Tuesday, November 23, 2010

I am stealing a post from the Press site because Greta is a great poet you should read

Featured Poet: Greta Bolger




Greta Bolger's poem "The Vodou Afterlife" is published in No Fresh Cut Flowers, an Afterlife Anthology.  I asked her what inspired the poem and this is what she said:

"This poem came about at the intersection of my passions and obsessions: the often unbelievable cruelty of life, the total unknowability of death, and our fundamental need to believe that there is someone who cares about us out there somewhere. When, in early 2010, I heard the coverage of Haiti's earthquake on NPR (another passion), I was inspired to do further research into the beliefs of Vodouisants in Haiti and to imagine how desperately they must pray for relief from the calamities that continue to beset their country, how abandoned they must feel in this life, and how ready to welcome the next.

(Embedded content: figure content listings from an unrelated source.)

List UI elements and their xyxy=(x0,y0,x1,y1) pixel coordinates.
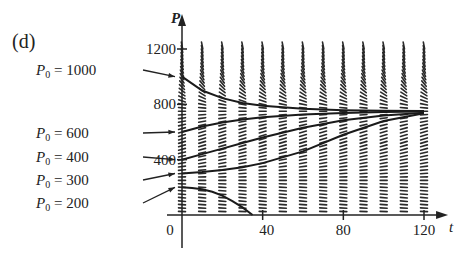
slope-segment xyxy=(199,194,206,195)
slope-segment xyxy=(320,131,327,133)
arrowhead-icon xyxy=(168,130,175,135)
slope-segment xyxy=(360,96,366,99)
slope-segment xyxy=(380,204,387,205)
slope-segment xyxy=(320,148,327,150)
slope-segment xyxy=(400,194,407,195)
slope-segment xyxy=(400,204,407,205)
slope-segment xyxy=(401,100,408,102)
slope-segment xyxy=(400,141,407,143)
slope-segment xyxy=(239,145,246,147)
t-axis-arrow-icon xyxy=(436,211,448,219)
slope-segment xyxy=(199,141,206,143)
slope-segment xyxy=(380,148,387,150)
slope-segment xyxy=(360,138,367,140)
slope-segment xyxy=(421,138,428,140)
slope-segment xyxy=(279,152,286,154)
slope-segment xyxy=(239,194,246,195)
slope-segment xyxy=(340,118,347,119)
slope-segment xyxy=(300,100,307,102)
slope-segment xyxy=(421,152,428,154)
slope-segment xyxy=(279,141,286,143)
slope-segment xyxy=(239,114,246,115)
slope-segment xyxy=(340,107,347,108)
slope-segment xyxy=(320,138,327,140)
slope-segment xyxy=(360,204,367,205)
slope-segment xyxy=(300,204,307,205)
slope-segment xyxy=(320,194,327,195)
slope-segment xyxy=(259,170,266,171)
slope-segment xyxy=(360,107,367,108)
slope-segment xyxy=(320,204,327,205)
slope-segment xyxy=(300,166,307,167)
slope-segment xyxy=(219,204,226,205)
slope-segment xyxy=(279,159,286,160)
slope-segment xyxy=(320,134,327,136)
slope-segment xyxy=(320,104,327,105)
slope-segment xyxy=(380,134,387,136)
slope-segment xyxy=(239,159,246,160)
slope-segment xyxy=(199,134,206,136)
slope-segment xyxy=(300,138,307,140)
slope-segment xyxy=(300,201,307,202)
slope-segment xyxy=(219,128,226,130)
slope-segment xyxy=(340,148,347,150)
slope-segment xyxy=(239,124,246,126)
initial-condition-label: P0 = 300 xyxy=(35,172,89,190)
slope-segment xyxy=(320,201,327,202)
slope-segment xyxy=(239,201,246,202)
slope-segment xyxy=(300,131,307,133)
slope-segment xyxy=(239,107,246,108)
slope-segment xyxy=(259,141,266,143)
slope-segment xyxy=(380,155,387,157)
slope-segment xyxy=(300,124,307,126)
slope-segment xyxy=(259,152,266,154)
slope-segment xyxy=(199,145,206,147)
slope-segment xyxy=(320,170,327,171)
slope-segment xyxy=(259,155,266,157)
slope-segment xyxy=(239,170,246,171)
slope-segment xyxy=(340,194,347,195)
slope-segment xyxy=(340,104,347,105)
slope-segment xyxy=(259,107,266,108)
slope-segment xyxy=(199,159,206,160)
slope-segment xyxy=(421,96,427,99)
slope-segment xyxy=(259,145,266,147)
slope-segment xyxy=(320,197,327,198)
slope-segment xyxy=(300,141,307,143)
slope-segment xyxy=(340,100,347,102)
slope-segment xyxy=(239,121,246,122)
slope-segment xyxy=(400,121,407,122)
slope-segment xyxy=(380,118,387,119)
slope-segment xyxy=(360,121,367,122)
slope-segment xyxy=(219,118,226,119)
slope-segment xyxy=(219,159,226,160)
slope-segment xyxy=(320,166,327,167)
slope-segment xyxy=(380,197,387,198)
slope-segment xyxy=(279,124,286,126)
slope-segment xyxy=(219,141,226,143)
slope-segment xyxy=(360,197,367,198)
slope-segment xyxy=(320,155,327,157)
slope-segment xyxy=(360,124,367,126)
slope-segment xyxy=(199,201,206,202)
slope-segment xyxy=(199,170,206,171)
slope-segment xyxy=(300,121,307,122)
slope-field-chart: (d) Pt400800120004080120 P0 = 1000P0 = 6… xyxy=(0,0,463,256)
slope-segment xyxy=(279,148,286,150)
slope-segment xyxy=(239,197,246,198)
slope-segment xyxy=(421,155,428,157)
slope-segment xyxy=(219,104,226,105)
slope-segment xyxy=(380,163,387,164)
slope-segment xyxy=(279,170,286,171)
slope-segment xyxy=(259,114,266,115)
slope-segment xyxy=(400,170,407,171)
arrowhead-icon xyxy=(168,187,175,192)
slope-segment xyxy=(199,114,206,115)
slope-segment xyxy=(219,152,226,154)
slope-segment xyxy=(340,204,347,205)
slope-segment xyxy=(320,163,327,164)
p-axis-label: P xyxy=(171,10,181,26)
slope-segment xyxy=(421,145,428,147)
slope-segment xyxy=(421,170,428,171)
slope-segment xyxy=(239,138,246,140)
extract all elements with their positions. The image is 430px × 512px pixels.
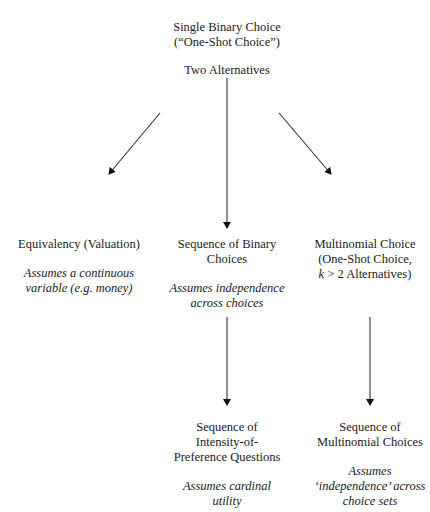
root-title-line1: Single Binary Choice bbox=[147, 20, 307, 35]
node-equivalency: Equivalency (Valuation) Assumes a contin… bbox=[4, 237, 154, 296]
arrow-root-to-equivalency bbox=[109, 113, 160, 174]
node-sequence-binary: Sequence of Binary Choices Assumes indep… bbox=[152, 237, 302, 311]
equivalency-assumption-line2: variable (e.g. money) bbox=[4, 281, 154, 296]
sequence-binary-title-line2: Choices bbox=[152, 252, 302, 267]
intensity-title-line3: Preference Questions bbox=[152, 450, 302, 465]
node-multinomial: Multinomial Choice (One-Shot Choice, k >… bbox=[300, 237, 430, 282]
sequence-multinomial-assumption-line2: ‘independence’ across bbox=[300, 479, 430, 494]
multinomial-title-line1: Multinomial Choice bbox=[300, 237, 430, 252]
intensity-assumption-line1: Assumes cardinal bbox=[152, 479, 302, 494]
multinomial-title-line3: k > 2 Alternatives) bbox=[300, 267, 430, 282]
arrow-root-to-multinomial bbox=[279, 113, 331, 174]
sequence-binary-title-line1: Sequence of Binary bbox=[152, 237, 302, 252]
root-title-line2: (“One-Shot Choice”) bbox=[147, 35, 307, 50]
multinomial-title-line3-rest: > 2 Alternatives) bbox=[324, 267, 411, 281]
sequence-multinomial-assumption-line3: choice sets bbox=[300, 494, 430, 509]
equivalency-assumption-line1: Assumes a continuous bbox=[4, 266, 154, 281]
sequence-multinomial-title-line1: Sequence of bbox=[300, 420, 430, 435]
sequence-binary-assumption-line1: Assumes independence bbox=[152, 281, 302, 296]
node-sequence-multinomial: Sequence of Multinomial Choices Assumes … bbox=[300, 420, 430, 509]
intensity-title-line2: Intensity-of- bbox=[152, 435, 302, 450]
intensity-assumption-line2: utility bbox=[152, 494, 302, 509]
sequence-multinomial-assumption-line1: Assumes bbox=[300, 464, 430, 479]
node-root: Single Binary Choice (“One-Shot Choice”)… bbox=[147, 20, 307, 78]
node-intensity: Sequence of Intensity-of- Preference Que… bbox=[152, 420, 302, 509]
equivalency-title: Equivalency (Valuation) bbox=[4, 237, 154, 252]
intensity-title-line1: Sequence of bbox=[152, 420, 302, 435]
sequence-binary-assumption-line2: across choices bbox=[152, 296, 302, 311]
root-subtitle: Two Alternatives bbox=[147, 63, 307, 78]
sequence-multinomial-title-line2: Multinomial Choices bbox=[300, 435, 430, 450]
multinomial-title-line2: (One-Shot Choice, bbox=[300, 252, 430, 267]
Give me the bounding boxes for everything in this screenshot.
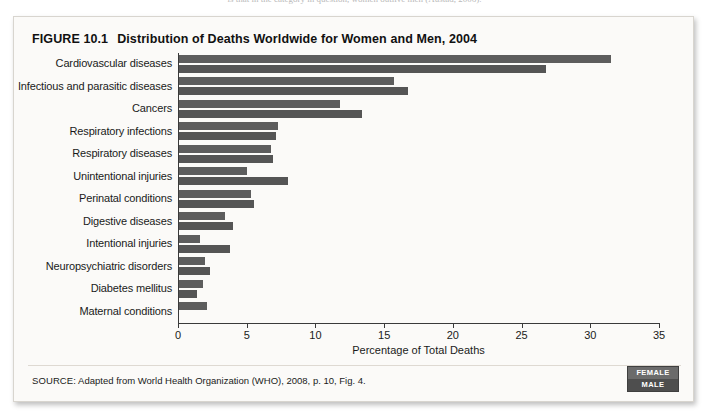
figure-title-text: Distribution of Deaths Worldwide for Wom… bbox=[117, 32, 477, 46]
bar-group bbox=[178, 256, 659, 279]
bar-female bbox=[178, 280, 203, 289]
bar-female bbox=[178, 302, 207, 311]
category-label: Unintentional injuries bbox=[73, 170, 172, 182]
bar-group bbox=[178, 98, 659, 121]
category-label: Infectious and parasitic diseases bbox=[18, 80, 172, 92]
bar-male bbox=[178, 65, 546, 74]
y-axis-line bbox=[178, 53, 179, 324]
figure-number: FIGURE 10.1 bbox=[32, 32, 108, 46]
category-label: Cardiovascular diseases bbox=[56, 57, 172, 69]
x-tick-label: 35 bbox=[653, 329, 665, 341]
bar-group bbox=[178, 233, 659, 256]
bar-group bbox=[178, 301, 659, 324]
bar-female bbox=[178, 55, 611, 64]
bar-male bbox=[178, 132, 276, 141]
bar-group bbox=[178, 211, 659, 234]
bar-group bbox=[178, 121, 659, 144]
bar-female bbox=[178, 122, 278, 131]
bar-group bbox=[178, 166, 659, 189]
category-axis-labels: Cardiovascular diseasesInfectious and pa… bbox=[38, 53, 172, 323]
bar-group bbox=[178, 188, 659, 211]
category-label: Cancers bbox=[132, 102, 172, 114]
bar-male bbox=[178, 245, 230, 254]
source-separator bbox=[28, 365, 681, 366]
x-tick bbox=[384, 323, 385, 328]
category-label: Maternal conditions bbox=[79, 305, 172, 317]
category-label: Respiratory infections bbox=[70, 125, 172, 137]
bar-female bbox=[178, 212, 225, 221]
bar-female bbox=[178, 257, 205, 266]
category-label: Digestive diseases bbox=[83, 215, 172, 227]
x-tick bbox=[590, 323, 591, 328]
bar-male bbox=[178, 155, 273, 164]
source-label: SOURCE: bbox=[32, 375, 76, 386]
category-label: Neuropsychiatric disorders bbox=[46, 260, 172, 272]
bar-male bbox=[178, 267, 210, 276]
x-tick bbox=[247, 323, 248, 328]
bar-male bbox=[178, 110, 362, 119]
category-label: Intentional injuries bbox=[86, 237, 172, 249]
category-label: Diabetes mellitus bbox=[91, 282, 172, 294]
bar-female bbox=[178, 190, 251, 199]
legend-item-female: FEMALE bbox=[628, 367, 678, 379]
x-axis-line bbox=[178, 323, 659, 324]
figure-panel: FIGURE 10.1Distribution of Deaths Worldw… bbox=[13, 16, 694, 402]
x-tick-label: 20 bbox=[447, 329, 459, 341]
figure-title: FIGURE 10.1Distribution of Deaths Worldw… bbox=[32, 29, 477, 47]
bar-male bbox=[178, 290, 197, 299]
source-text: Adapted from World Health Organization (… bbox=[78, 375, 366, 386]
plot-area bbox=[178, 53, 659, 323]
category-label: Perinatal conditions bbox=[79, 192, 172, 204]
x-tick-label: 10 bbox=[309, 329, 321, 341]
x-tick-label: 15 bbox=[378, 329, 390, 341]
category-label: Respiratory diseases bbox=[72, 147, 172, 159]
source-note: SOURCE: Adapted from World Health Organi… bbox=[32, 375, 366, 386]
bar-group bbox=[178, 53, 659, 76]
bar-male bbox=[178, 87, 408, 96]
bar-male bbox=[178, 200, 254, 209]
legend: FEMALE MALE bbox=[627, 366, 679, 392]
x-tick-label: 25 bbox=[515, 329, 527, 341]
x-axis-title: Percentage of Total Deaths bbox=[178, 344, 659, 356]
x-tick-label: 30 bbox=[584, 329, 596, 341]
x-tick bbox=[315, 323, 316, 328]
x-tick bbox=[453, 323, 454, 328]
x-tick-label: 0 bbox=[175, 329, 181, 341]
x-tick bbox=[522, 323, 523, 328]
bar-female bbox=[178, 77, 394, 86]
page-text-remnant: is that in the category in question, wom… bbox=[0, 0, 709, 10]
bar-group bbox=[178, 278, 659, 301]
x-tick bbox=[178, 323, 179, 328]
bar-female bbox=[178, 145, 271, 154]
bar-female bbox=[178, 100, 340, 109]
bar-group bbox=[178, 143, 659, 166]
bar-female bbox=[178, 235, 200, 244]
x-tick bbox=[659, 323, 660, 328]
bar-male bbox=[178, 177, 288, 186]
bar-female bbox=[178, 167, 247, 176]
bar-group bbox=[178, 76, 659, 99]
bar-male bbox=[178, 222, 233, 231]
legend-item-male: MALE bbox=[628, 379, 678, 391]
x-tick-label: 5 bbox=[244, 329, 250, 341]
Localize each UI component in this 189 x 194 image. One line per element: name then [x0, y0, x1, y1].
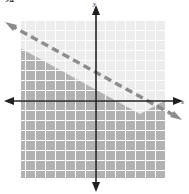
inequality-graph-figure: 24. — [0, 0, 189, 194]
figure-number-label: 24. — [5, 0, 16, 2]
x-axis-label: x — [181, 99, 184, 106]
y-axis-label: y — [93, 1, 96, 8]
coordinate-plane-svg — [0, 0, 189, 194]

Though most of us will never experience anything remotely as horrific as the people of Haiti have, I hope the poem conveys compassion for the inevitable physical and spiritual suffering of this life and hope for a better deal in the afterlife."

The Vodou Afterlife

If we believed, as NPR says the Haitians do,
in 16 reincarnations, half as men,
half as women, with a year and a day
in "the water" between each,
we could live for 800 years,

give or take, with a different body
each time, so that even when earthquakes
come, and hurricanes, and heart attacks,
even when help is hard to come by,
there is always next time, another chance

to hear what the rocks say, sense how the trees feel,
to learn again what the animals know.
Vodouisants are smart enough to know
that their big guy god, Bondye, is far distant
from creation, and cannot be held accountable,

so they send their prayers to the loa,
lesser spirits, like Papa Legba,
the guardian of the crossroads,
Erzulie Freda, the spirit of love, Simbi,
the spirit of rain and magicians,

Guede, the guardian of death.
They don't stick pins, not anymore, but
make fake people out of discarded shoes
and nail them on trees near the cemetery,
messengers to the otherworld, to say hello,

maybe, or help us out with these hurricanes,
or send us some rain in this unbreathable heat,
or give us strong magic, or to scream enough
with the crossroads already, we're already dead.
Send water, Erzulie Freda. Send shovels.


Greta's contributor's note for No Fresh Cut Flowers is located on the Poet's page of the Sephyrus Press blog.  To order a copy of the book, go here.